Session 155-Poster Abstracts
TB Risk, Outcomes, and Impact of ART on TB Treatment
Wednesday, 2-4 pm; Poster Hall
Paper #935
TB-associated Neuropsychological and Neurological Dysfunction in HIV: ACTG A5199, The International Neurological Study
Kevin Robertson*1, J Jiang2, J Kumwenda3, K Supparatpinyo4, S Evans2, T Campbell5, R Price6, J Hakim7, S Tripathy8, M Hosseinipour9, and ACTG 5199 Team
1Univ of North Carolina at Chapel Hill, US; 2Harvard Univ, Boston, MA, US; 3Univ of Malawi Coll of Med, Blantye; 4Chiang Mai Univ, Thailand; 5Univ of Colorado Denver, Aurora, US; 6Univ of California, San Francisco, US; 7Univ of Zimbabwe, Harare; 8Natl AIDS Res Inst, Pune, India; and 9UNC Project, Lilongwe, Malawi

Background:  A5199 is a trial that compared the neurological and neuropsychological test performance effects of 3 ARV regimens in participants with HIV-1 in resource-limited settings. The association of these neurological outcomes with background and other disease events was also monitored. Here we report an association of diagnosed TB and these outcomes.

Methods:  Participants from Brazil, India, Malawi, Peru, South Africa, Thailand, and Zimbabwe were randomized to 3 ARV treatment arms as part of the ACTG PEARLS study. Standardized neurological and brief neuropsychological exams (grooved pegboard, timed gait, semantic verbal fluency, and finger tapping) were administered every 24 weeks from February 2006 to May 2010. Associations with neurological and neuropsychological function were estimated from linear and logistic regression models using generalized estimating equations (GEE). TB diagnoses were made according to NIAID’s Division of AIDS (DAIDS) Appendix 60 criteria.

Results:  Baseline characteristics of the 860 participants were:  53% female, 49% African; median age 34 years; median (Q1, Q3) screening CD4 of 173 (98, 232) cells/mm3; and median entry plasma log10 HIV-1 RNA of 5.0 copies/mL (4.5 to 5.5). At baseline, there were 35 cases of pulmonary, 9 cases of extrapulmonary (1 with both), and one case of central nervous system (CNS) TB. There were 91 observations in 53 persons with pulmonary, 35 observations in 19 persons with extrapulmonary, and 4 observations in 2 persons with CNS TB over the 192 weeks of follow-up. TB observations decreased over time with ART and continued follow-up. GEE models were constructed to assess the concurrent association between the TB diagnoses with neurological and neuropsychological performance, with the co-variates of country, randomized treatment from A5175, screening HIV-1 RNA strata, screening CD4 count, baseline neuropsychological/neurologic functioning, age, sex, and years of education. Those participants with TB were significantly slower in both grooved pegboard dominant (p <0.001) and non-dominant hands (p <0.001). Participants who had TB performed worse in finger-tapping non-dominant hand (p = 0.01). TB was positively associated with diffuse CNS disease on exam (p = 0.03).

Conclusions:  TB co-infection was associated with poorer neurological and neuropsychological functioning. Whether this association was related to indirect effects on CNS function such as medication, immune activation and enhanced CNS HIV infection or more direct CNS effects of TB remains to be determined.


__What this task involves__
Go through the entries below and count the lines where the word "Zuflüsse" appears; give only the count.
■ ■ ■
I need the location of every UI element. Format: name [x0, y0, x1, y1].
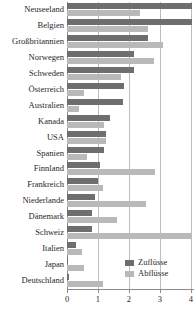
legend-label-inflow: Zuflüsse	[138, 258, 167, 267]
bar-group	[67, 115, 194, 130]
category-label: Finnland	[0, 164, 64, 173]
bar-group	[67, 99, 194, 114]
category-label: Schweiz	[0, 228, 64, 237]
bar-group	[67, 162, 194, 177]
bar-group	[67, 51, 194, 66]
bar-inflow	[67, 274, 69, 280]
bar-outflow	[67, 10, 140, 16]
bar-inflow	[67, 67, 134, 73]
bar-outflow	[67, 122, 104, 128]
bar-inflow	[67, 83, 124, 89]
bar-inflow	[67, 226, 92, 232]
bar-group	[67, 242, 194, 257]
bar-outflow	[67, 233, 192, 239]
bar-inflow	[67, 19, 192, 25]
category-axis: NeuseelandBelgienGroßbritannienNorwegenS…	[0, 2, 64, 289]
x-tick-label-0: 0	[60, 295, 74, 304]
x-tick-label-2: 2	[122, 295, 136, 304]
bar-inflow	[67, 147, 104, 153]
x-tick-label-1: 1	[91, 295, 105, 304]
bar-group	[67, 131, 194, 146]
bar-outflow	[67, 90, 84, 96]
category-label: Kanada	[0, 117, 64, 126]
legend-item-inflow: Zuflüsse	[125, 257, 193, 268]
bar-outflow	[67, 217, 117, 223]
bar-outflow	[67, 201, 146, 207]
category-label: Spanien	[0, 149, 64, 158]
bar-inflow	[67, 162, 100, 168]
bar-outflow	[67, 74, 121, 80]
category-label: Frankreich	[0, 180, 64, 189]
legend-item-outflow: Abflüsse	[125, 268, 193, 279]
category-label: USA	[0, 133, 64, 142]
bar-group	[67, 83, 194, 98]
bar-inflow	[67, 258, 68, 264]
category-label: Deutschland	[0, 276, 64, 285]
bar-outflow	[67, 185, 103, 191]
category-label: Belgien	[0, 21, 64, 30]
tickmark-2	[129, 289, 130, 293]
bar-group	[67, 178, 194, 193]
bar-outflow	[67, 58, 154, 64]
bar-group	[67, 210, 194, 225]
bar-group	[67, 194, 194, 209]
category-label: Australien	[0, 101, 64, 110]
x-tick-label-4: 4	[184, 295, 196, 304]
bar-inflow	[67, 210, 92, 216]
bar-group	[67, 35, 194, 50]
x-tick-label-3: 3	[153, 295, 167, 304]
tickmark-4	[191, 289, 192, 293]
bar-group	[67, 147, 194, 162]
legend-label-outflow: Abflüsse	[138, 269, 168, 278]
bar-outflow	[67, 106, 79, 112]
category-label: Österreich	[0, 85, 64, 94]
bar-inflow	[67, 194, 95, 200]
bar-outflow	[67, 281, 103, 287]
bar-outflow	[67, 42, 163, 48]
bar-outflow	[67, 169, 155, 175]
bar-group	[67, 67, 194, 82]
bar-outflow	[67, 138, 106, 144]
bar-inflow	[67, 242, 76, 248]
bar-inflow	[67, 99, 123, 105]
bar-outflow	[67, 154, 87, 160]
tickmark-3	[160, 289, 161, 293]
bar-outflow	[67, 249, 82, 255]
plot-area	[67, 2, 194, 289]
x-axis-line	[67, 289, 194, 290]
legend-swatch-outflow	[125, 271, 134, 277]
category-label: Niederlande	[0, 196, 64, 205]
category-label: Großbritannien	[0, 37, 64, 46]
bar-outflow	[67, 26, 148, 32]
bar-inflow	[67, 115, 110, 121]
tickmark-1	[98, 289, 99, 293]
category-label: Neuseeland	[0, 5, 64, 14]
bar-outflow	[67, 265, 84, 271]
category-label: Japan	[0, 260, 64, 269]
bar-inflow	[67, 51, 134, 57]
legend-swatch-inflow	[125, 260, 134, 266]
tickmark-0	[67, 289, 68, 293]
bar-inflow	[67, 131, 106, 137]
legend: Zuflüsse Abflüsse	[125, 257, 193, 279]
bar-chart: NeuseelandBelgienGroßbritannienNorwegenS…	[0, 0, 196, 316]
bar-inflow	[67, 178, 98, 184]
bar-rows	[67, 2, 194, 289]
bar-inflow	[67, 35, 148, 41]
category-label: Dänemark	[0, 212, 64, 221]
category-label: Norwegen	[0, 53, 64, 62]
bar-group	[67, 3, 194, 18]
bar-group	[67, 19, 194, 34]
bar-inflow	[67, 3, 192, 9]
category-label: Italien	[0, 244, 64, 253]
bar-group	[67, 226, 194, 241]
category-label: Schweden	[0, 69, 64, 78]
■ ■ ■
__Solution__
3